Friday 4 March 2011

Hard Boiled Crime Drama

acknowledging The Big Sleep, The Maltese Falcon,
Dead Men Don’t Wear Plaid, Casablanca etc

 

Times were tough in the Big City. But I was as tough they come.

Just for once the knockout blow wasn’t dealt by a dame in a tight skirt with an attitude to match. No, this time, the big sucker punch was thrown by Dame Fortune – Famine Fortune, as she called herself.

It was another Dissipating day when she first dropped by, spreading gloom and despondency all around her – like her cheap perfume, which reminded me of rotting vegetables.

‘Everyone will die, unless they escape this place,’ she said, enigmatically. I took on the case, at my usual 200 bucks a day, plus expenses, plus danger money, and to look at her, I was going to need plenty.


*             *             *

P. Rod Iggle had turned up a few weeks ago, flashing bills and paying checks with wild abandon. He said he’d come from a hick farmstead out of town and was ready to spend until he dropped.

He told people ‘If you want anything, just whistle. You know how to whistle, don't you? You just put your lips together and... blow.’

What’s more, he made good on the promise, putting on the Ritz, parading in his glad rags, calling for hooch and financing hayburners as well as several Janes in a Juice Joint. It occurred to me later that he was the sort to shake down a racket with no regard for who got caught in the fall out. He was bound to reach bottom soon – maybe not today, maybe not tomorrow, but one day, and for the rest of his life.
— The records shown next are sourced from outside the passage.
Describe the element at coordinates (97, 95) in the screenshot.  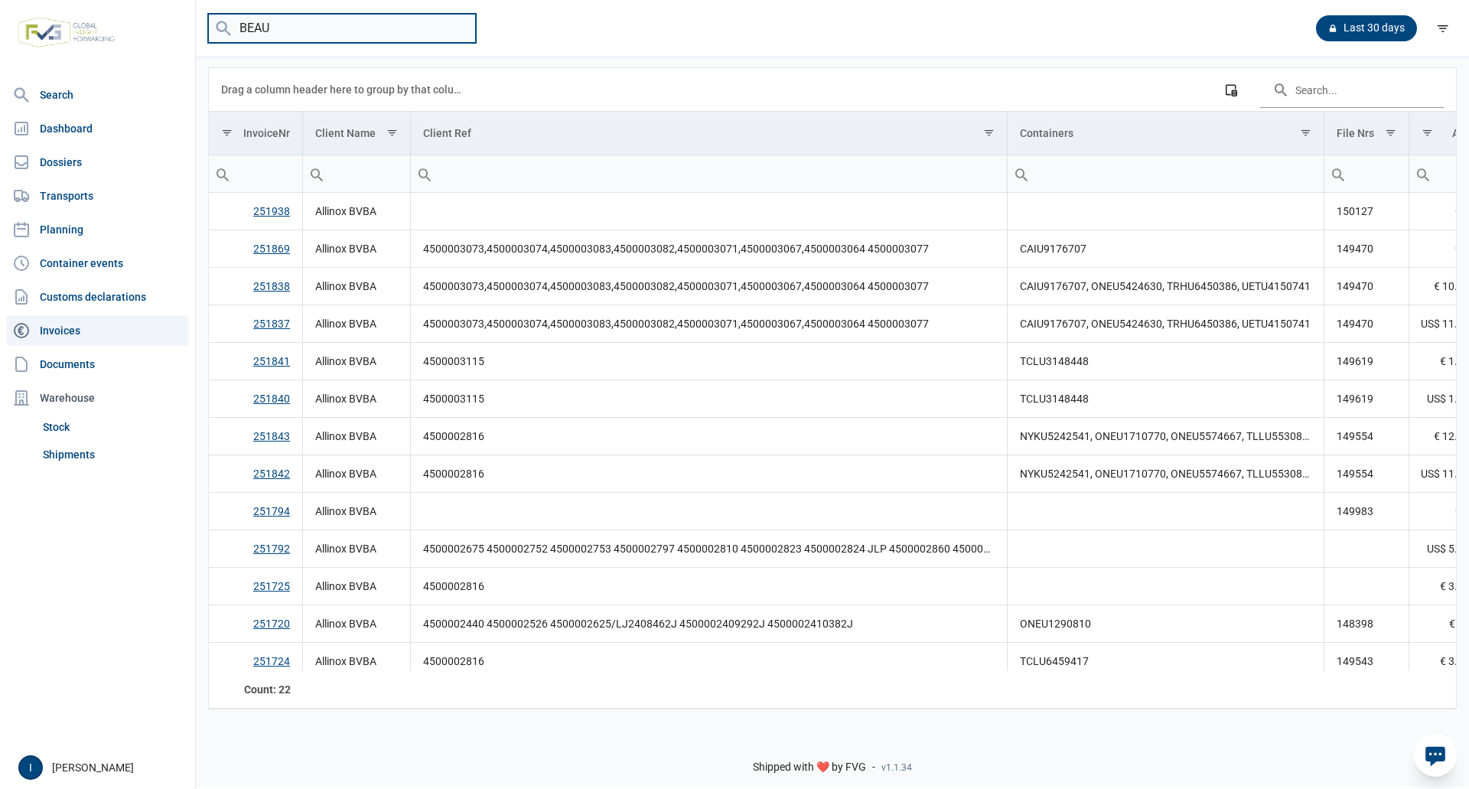
I see `a: Search` at that location.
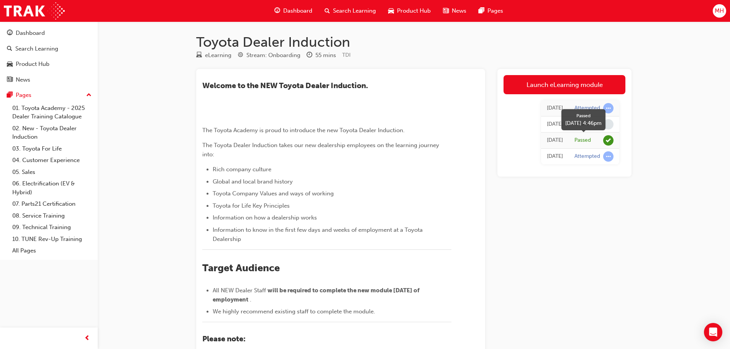 The image size is (730, 349). What do you see at coordinates (33, 64) in the screenshot?
I see `div: Product Hub` at bounding box center [33, 64].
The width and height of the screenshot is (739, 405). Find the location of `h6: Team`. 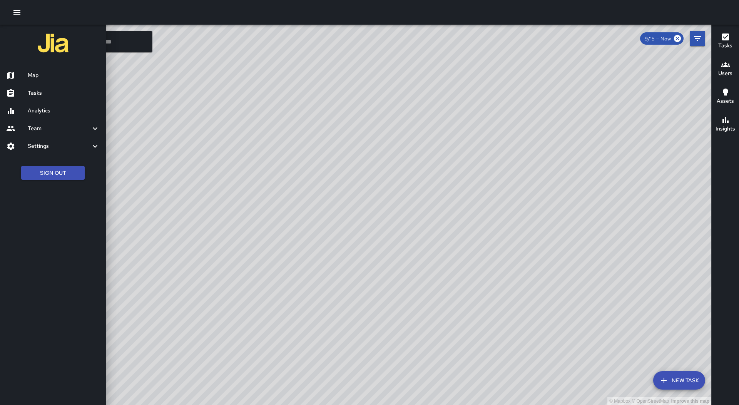

h6: Team is located at coordinates (59, 129).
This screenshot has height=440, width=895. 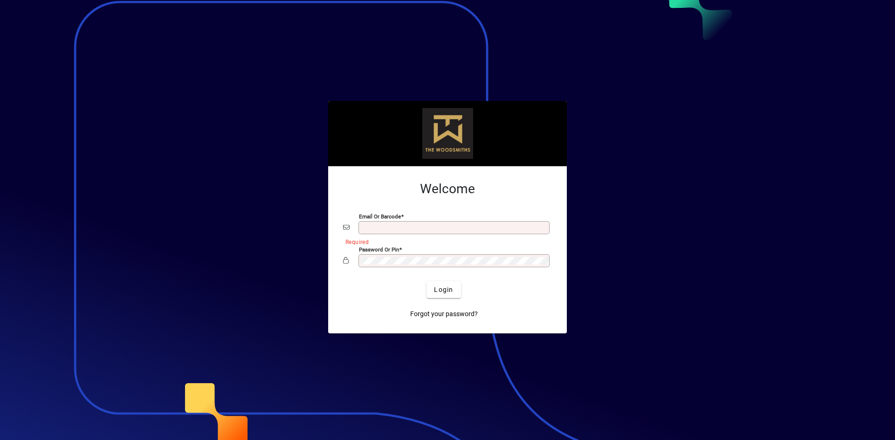 What do you see at coordinates (380, 217) in the screenshot?
I see `mat-label: Email or Barcode` at bounding box center [380, 217].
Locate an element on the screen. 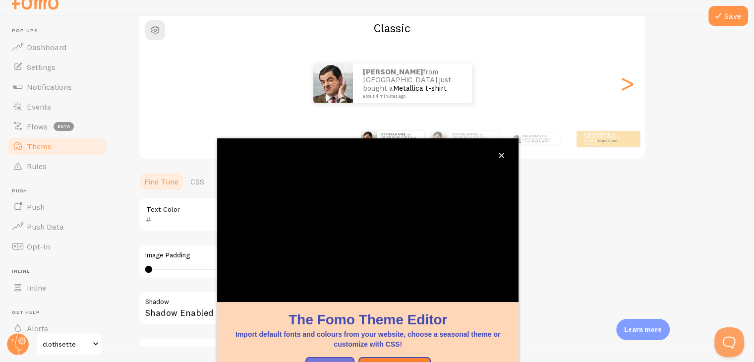 The height and width of the screenshot is (362, 754). a: Alerts is located at coordinates (57, 328).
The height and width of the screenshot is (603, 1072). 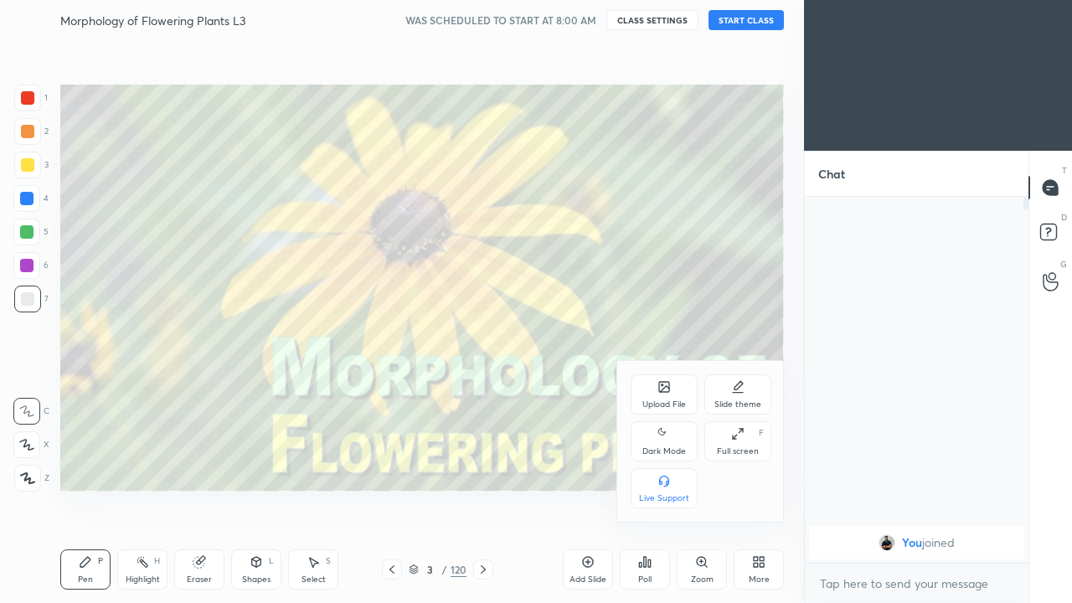 What do you see at coordinates (664, 498) in the screenshot?
I see `div: Live Support` at bounding box center [664, 498].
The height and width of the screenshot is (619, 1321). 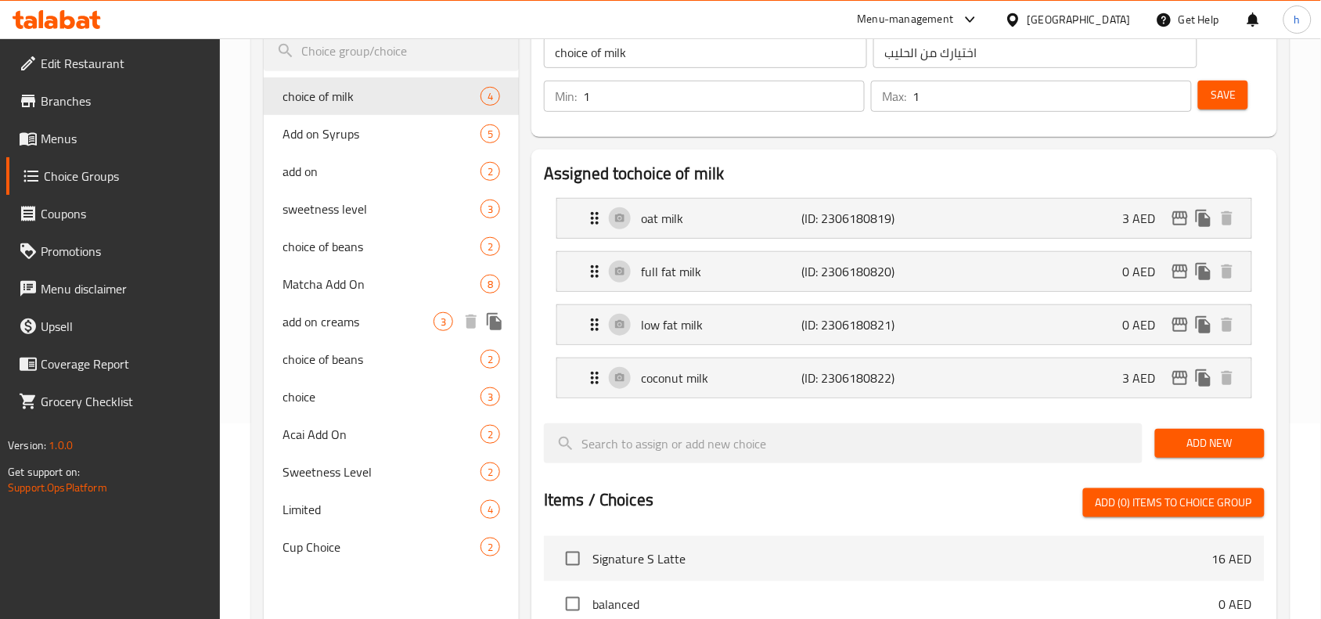 What do you see at coordinates (391, 209) in the screenshot?
I see `div: sweetness level3` at bounding box center [391, 209].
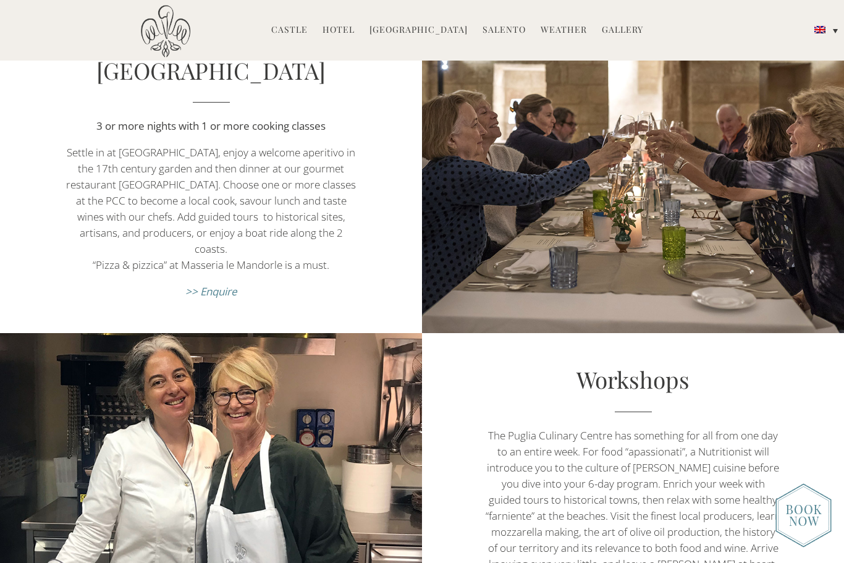 The image size is (844, 563). Describe the element at coordinates (622, 30) in the screenshot. I see `a: Gallery` at that location.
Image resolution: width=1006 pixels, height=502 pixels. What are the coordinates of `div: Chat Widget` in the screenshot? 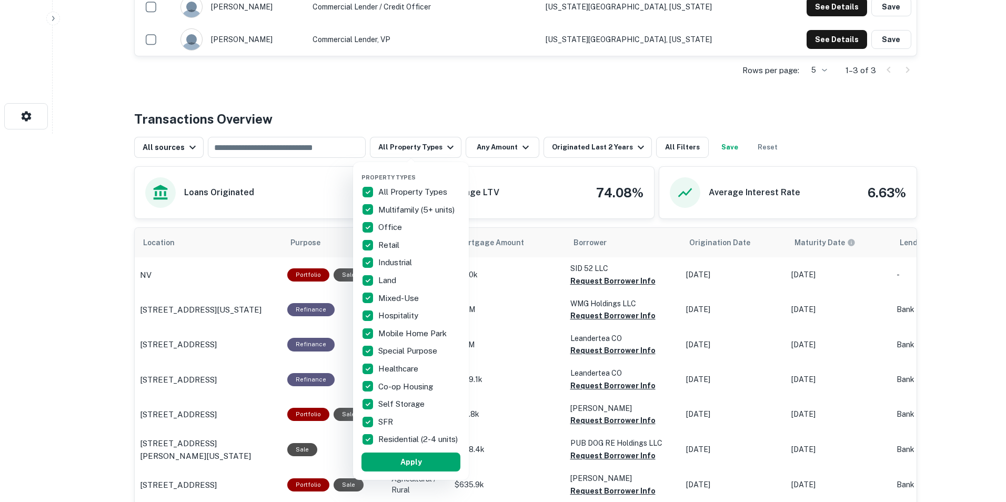 It's located at (980, 443).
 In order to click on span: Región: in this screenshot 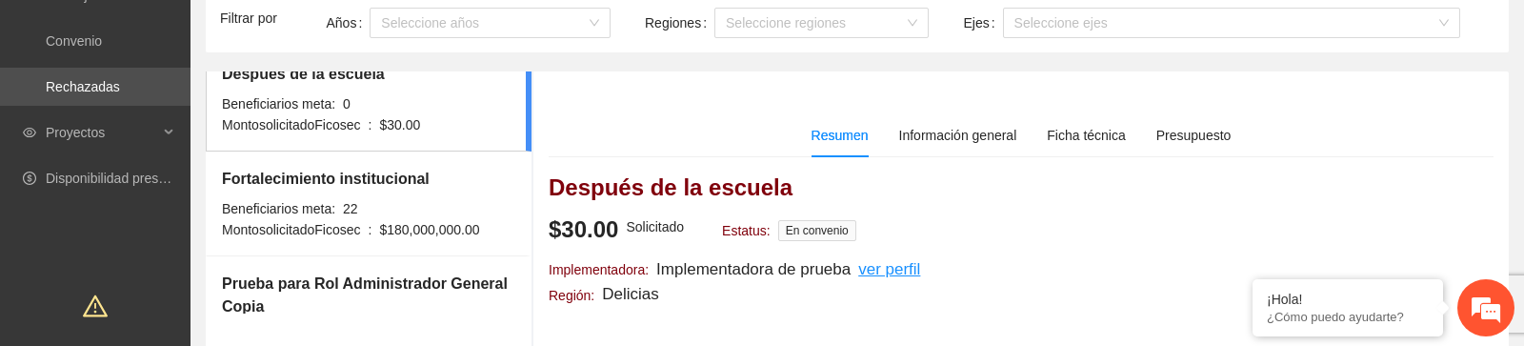, I will do `click(571, 295)`.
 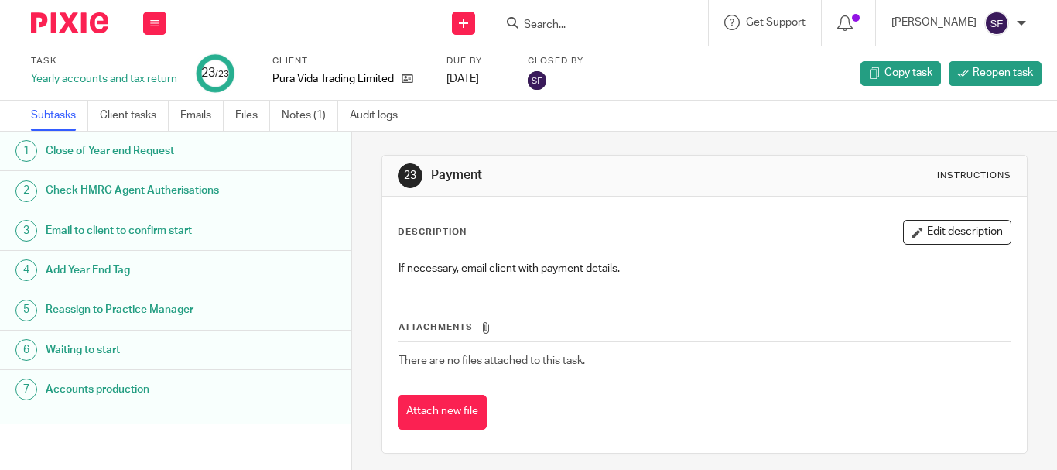 I want to click on small: /23, so click(x=222, y=73).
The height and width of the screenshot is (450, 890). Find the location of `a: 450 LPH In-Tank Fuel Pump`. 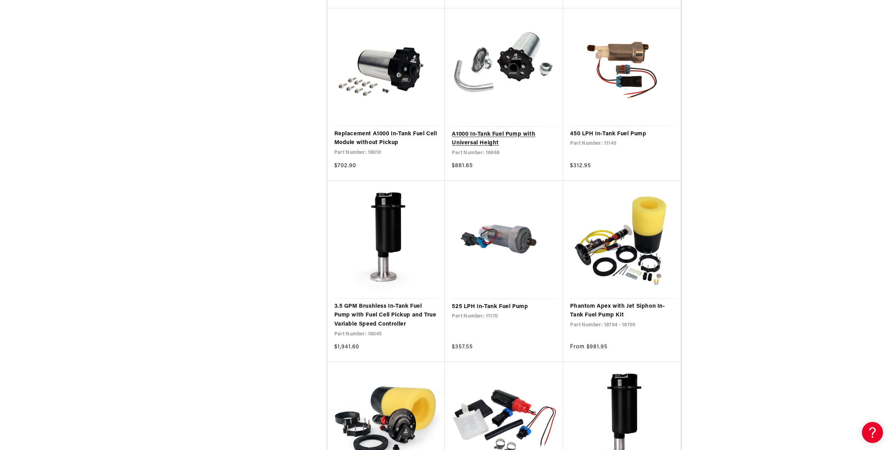

a: 450 LPH In-Tank Fuel Pump is located at coordinates (622, 134).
Iggle attracted friends like a manure heap attracts blowflies, and they leeched on him until he’d been sucked dry.

And that was when Dame Fortune stepped in – more dangerous, more deadly and more out of whack than I’d ever seen before.

Iggle took a low-life job supervising pigs, but everyone was figuring that we’ve all got to ride this cart to the end of the rutted pathway and it’s a one-way trip and the last stop is the cemetery. 

He came to his senses and determined to slip back home and try to work for the Old Man. He prepared his speech. ‘I’m not worthy.’ Wouldn’t win any prizes, yet it might just swing it. 

But when he got within just a couple miles of his home, the Old Man came running, with a coat, new shoes, a ring and the kind of hug a real man would never admit he ever wants. He started his speech, but the Old Man dismissed it, and threw a party, nearly as wild as the parties Rod had been having here downtown.

They were right neighbourly, and laid on dancing, music, a grand spread and celebrations, with local dames with figures that just wouldn’t quit.

Old Man Iggle had a speech all his own. ‘What’s wrong with him? Nothing we can’t fix… my son was lost, now he’s found; he was on the night train to the big adios – sleeping with the fishes – but now he lives!

It wasn’t Shakespeare (he wouldn’t be along for hundreds of years yet). But it’s the gospel truth, I tell you.